Most owner-operators have GREAT unit economics, because they're not paying themselves a real wage. The moment they hire and become a manager-of-techs, the economics change in ways that crush the unprepared.
The owner-operator P&L (typical $20k MRR route):
- Revenue: $240k.
- Direct costs (chemicals, fuel, supplies): $40k.
- Operating costs (insurance, software, phone, misc.): $15k.
- Owner draw (effective wage): $185k.
- Net to "the business" after owner pay: small or breakeven.
This looks like a great business, because the owner is doing 100% of the labor.
The "first hire" P&L, same revenue, now with one tech:
- Revenue: $240k.
- Direct costs: $40k.
- Operating costs (now higher: workers' comp, payroll service, additional truck insurance, second phone, additional uniforms): $25k.
- Tech wages + payroll tax + benefits: $55k–70k.
- Owner draw (now reduced because owner is managing, not doing 100% of route): $80k–100k.
- Net "to the business": still small.
Why the owner's effective income often DROPS in this transition. The first hire doesn't add revenue; it just shifts labor. Income only grows when you add ROUTE on top of the hire, i.e., the new tech enables you to take on incremental accounts the old single-tech route couldn't accommodate.
The "second route" math:
- Add 80 accounts × $150/mo = $144k incremental revenue.

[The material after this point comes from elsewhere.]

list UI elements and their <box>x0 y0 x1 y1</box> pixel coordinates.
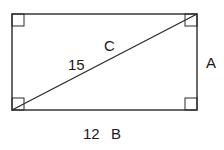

- Incremental direct costs: $24k.
- Existing tech absorbs additional capacity (40 more stops/week, say) and you stay at 1 tech for now.
- Or: hire a second tech to handle the new route entirely, adds another $55–70k of cost, leaving $50–80k incremental margin to owner.
The break-even hire. Calculate the revenue threshold at which a new tech pays for themselves:
- Tech fully-loaded cost: ~$60k.
- Direct costs to deliver: ~17% of revenue.
- Required revenue to cover the tech: $60k / 0.83 = ~$72k of recurring revenue.
- That's 40 accounts at $150/mo. If you hire a tech without that volume already in hand or imminently signed, you're funding the role from your own draw.
Three rules for adding a second truck without going broke:
1. Have the route in hand first. Either acquire a second route, or have a documented pipeline of new accounts (>30 signed) that justifies the hire.
2. Price for the new cost structure. Solo-operator pricing assumes zero labor cost. Multi-truck pricing has to absorb wages and overhead. A 5–10% pricing reset is often required when you scale; do it BEFORE hiring, not after.
3. Reserve 6 months of payroll. Cash buffer. A new tech's productivity ramps over 60–90 days; you'll fund their full pay during the ramp. Don't hire from a low cash position.
The "trap" of staying solo too long. The opposite mistake: never hiring, capping at $250k revenue forever, working 60-hour weeks until your back gives out. Scaling intentionally is a real choice, not a failure mode, but it requires the math above to work, not aspirational.
Margin compression at scale. As you grow from 1 to 5 trucks, expect EBITDA margin to compress from owner-operator-effective 35–50% down to 15–25%, the difference is real labor cost, real overhead, and real management time. Don't assume your $0.50 marginal dollar at 1 truck stays $0.50 at 5 trucks.
This is operational orientation. Specific cost percentages vary widely by market, route mix, and operator efficiency. Build YOUR model in a real spreadsheet with YOUR numbers and review it quarterly. We're not financial advisors.